Study of Graham Sutherland

2RC Stamperia d'arte
Menton
Text by Walter Rossi from "La vita è segno"

For us, going to Menton was a real pleasure. For years it was an absolutely natural spring and autumn stage; it allowed us every time to find the ideal conditions to give birth to complex projects, very intriguing and provocative from a technical point of view for us, and for creative Graham.

We worked completely isolated, in a surreal atmosphere, with rhythms linked to the artist's habits. Many times, intrigued, he surprised us with his appearances, but he had to surrender to the necessary and indispensable technical times in the various passages, before reaching the press.

During the hours of waiting in that study, the eye swept one hundred and eighty degrees over the sea; I never got tired of looking at it and my mind sailed much further, in fact reaching my boat and often having the sensation of being on it.

Eleonora loved to walk in the garden where the plants were full of flowers and fruits for the great care and for the good fortune of enjoying a mild climate, in that area, even in winter.

It was there that he began to get serious about botany. His nights depended on the number of books piling up well beyond his reading pace.

We walked in that garden every day with Graham to go from his house to the studio and to return. We took a different journey each time because he tried to capture a detail of nature in contrast with the absolute beauty that surrounded us.

Then he stopped him with simple signs and references on his sketch book.
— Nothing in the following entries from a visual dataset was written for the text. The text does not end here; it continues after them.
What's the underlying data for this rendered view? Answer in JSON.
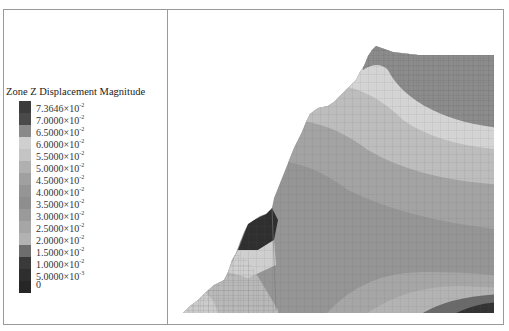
{
  "legend": {
    "title": "Zone Z Displacement Magnitude",
    "entries": [
      {
        "mantissa": "7.3646",
        "times": "×10",
        "exp": "-2",
        "color": "#3c3c3c"
      },
      {
        "mantissa": "7.0000",
        "times": "×10",
        "exp": "-2",
        "color": "#4a4a4a"
      },
      {
        "mantissa": "6.5000",
        "times": "×10",
        "exp": "-2",
        "color": "#8a8a8a"
      },
      {
        "mantissa": "6.0000",
        "times": "×10",
        "exp": "-2",
        "color": "#cfcfcf"
      },
      {
        "mantissa": "5.5000",
        "times": "×10",
        "exp": "-2",
        "color": "#c4c4c4"
      },
      {
        "mantissa": "5.0000",
        "times": "×10",
        "exp": "-2",
        "color": "#b0b0b0"
      },
      {
        "mantissa": "4.5000",
        "times": "×10",
        "exp": "-2",
        "color": "#a0a0a0"
      },
      {
        "mantissa": "4.0000",
        "times": "×10",
        "exp": "-2",
        "color": "#959595"
      },
      {
        "mantissa": "3.5000",
        "times": "×10",
        "exp": "-2",
        "color": "#8e8e8e"
      },
      {
        "mantissa": "3.0000",
        "times": "×10",
        "exp": "-2",
        "color": "#9a9a9a"
      },
      {
        "mantissa": "2.5000",
        "times": "×10",
        "exp": "-2",
        "color": "#a6a6a6"
      },
      {
        "mantissa": "2.0000",
        "times": "×10",
        "exp": "-2",
        "color": "#b2b2b2"
      },
      {
        "mantissa": "1.5000",
        "times": "×10",
        "exp": "-2",
        "color": "#6e6e6e"
      },
      {
        "mantissa": "1.0000",
        "times": "×10",
        "exp": "-2",
        "color": "#3a3a3a"
      },
      {
        "mantissa": "5.0000",
        "times": "×10",
        "exp": "-3",
        "color": "#2e2e2e"
      },
      {
        "mantissa": "0",
        "times": "",
        "exp": "",
        "color": "#262626"
      }
    ]
  },
  "plot": {
    "description": "Contour plot of vertical displacement magnitude over a meshed slope model",
    "colors": {
      "top_zone": "#8c8c8c",
      "light_band": "#d4d4d4",
      "mid_light": "#bdbdbd",
      "mid": "#a3a3a3",
      "main": "#959595",
      "dark_toe": "#2f2f2f",
      "bottom_dark": "#3a3a3a"
    }
  }
}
Once in his studio, he elaborated that detail by separating it from the context in which he had grasped it and placed it in a completely abstract and surreal environment with respect to the origin, from which it had been almost eradicated.

I knew from the start that Sutherland didn't want anyone in his workspace. Years earlier, in the Morlot printing house in Paris, they had equipped a part of the atelier with a curtain to separate the artist from the printers, when he was working.

This is a need that many artists have. It is necessary to be present with reserve and sensitivity, only when the artist feels the need, a moment before and not a moment later.

In this way the presence of the technician becomes indispensable and pleasant.

Graham admitted, only later, that we were the first, in his life, to be actively and positively present at the birth of one of his works.

I remember that in the long journeys from Rome to Villa Blanche with Eleonora, we tried to foresee the right way to make Graham's work with us spontaneous and pleasant.

For the artist's particular vision on the subject of “nature”, we had to leave vast spaces to the imagination. Then we had to compensate with gimmicks without leaving any doubts on the technical process so that everything was logical.